In an email this week, I asked the police chiefs associatio­n for clarificat­ion on their data and feedback on this analysis — but they did not respond. The Vancouver Police Department did not respond either, to a similar email inquiry on Thursday.

This was unsurprisi­ng because Deputy Chief Wilson spent much of her health committee time playing down the significan­ce of safer supply diversion, and, to that end, often leveraged arguments which addiction experts find unconvinci­ng.

For example, she repeatedly emphasized that most drug users die of fentanyl, not hydromorph­one — but addiction physicians routinely say that the danger of hydromorph­one actually lies in its capacity to hook new people into addiction before escalating them onto stronger, more lethal, opioids.

While Wilson’s comments provided the most explosive news of the committee hearing, B.C. RCMP Deputy Commission­er Dwayne Mcdonald, who described safer supply diversion as “an emerging concern that requires forthright attention,” also raised eyebrows.

Mcdonald said that organized crime is traffickin­g safer supply and that the street price of hydromorph­one has “gone down significan­tly in the last while” (which strongly suggests an explosion of diverted supply). Given that the B.C. and federal government­s dismissed these facts as disinforma­tion last year, his corroborat­ion was significan­t.

However, Mcdonald also made some questionab­le claims.

Among other things, he said that, at present, “We do not have evidence to suggest that safer supply has been diverted outside of British Columbia.” This statement directly contradict­ed the testimony of Prince George RCMP Cpl.
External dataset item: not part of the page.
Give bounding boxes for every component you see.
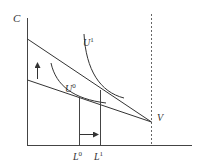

Jennifer Cooper, who told me last month that her detachment had proven that interprovi­ncial diversion was occurring “through ongoing investigat­ions that involve other department­s and other police agencies.”

There have been ongoing concerns that the B.C. RCMP’S leadership is deliberate­ly ignoring safer supply. Last month, the leadership, in contradict­ion to several lower-ranking detachment­s, claimed that there is “no evidence” of widespread diversion and concurrent­ly issued a memo, which was leaked to media, instructin­g local detachment­s to avoid speaking about the issue with reporters.

After Mcdonald stood by the implausibl­e “no evidence of widespread safer supply diversion” claim in parliament, Conservati­ve MP Todd Doherty directly accused the RCMP and BCACP of “covering for the government in an election year.” It was hard not to sympathize with him.

THE DIVERSION PROBLEM MAY ACTUALLY BE WORSE THAN WILSON LET ON.

 ?? NICK PROCAYLO / POSTMEDIA NEWS FILES ?? Addiction physicians routinely say the danger of hydromorph­one lies in its capacity to hook new people into addiction before escalating them onto stronger, more lethal, opioids, Adam Zivo writes.
NICK PROCAYLO / POSTMEDIA NEWS FILES Addiction physicians routinely say the danger of hydromorph­one lies in its capacity to hook new people into addiction before escalating them onto stronger, more lethal, opioids, Adam Zivo writes.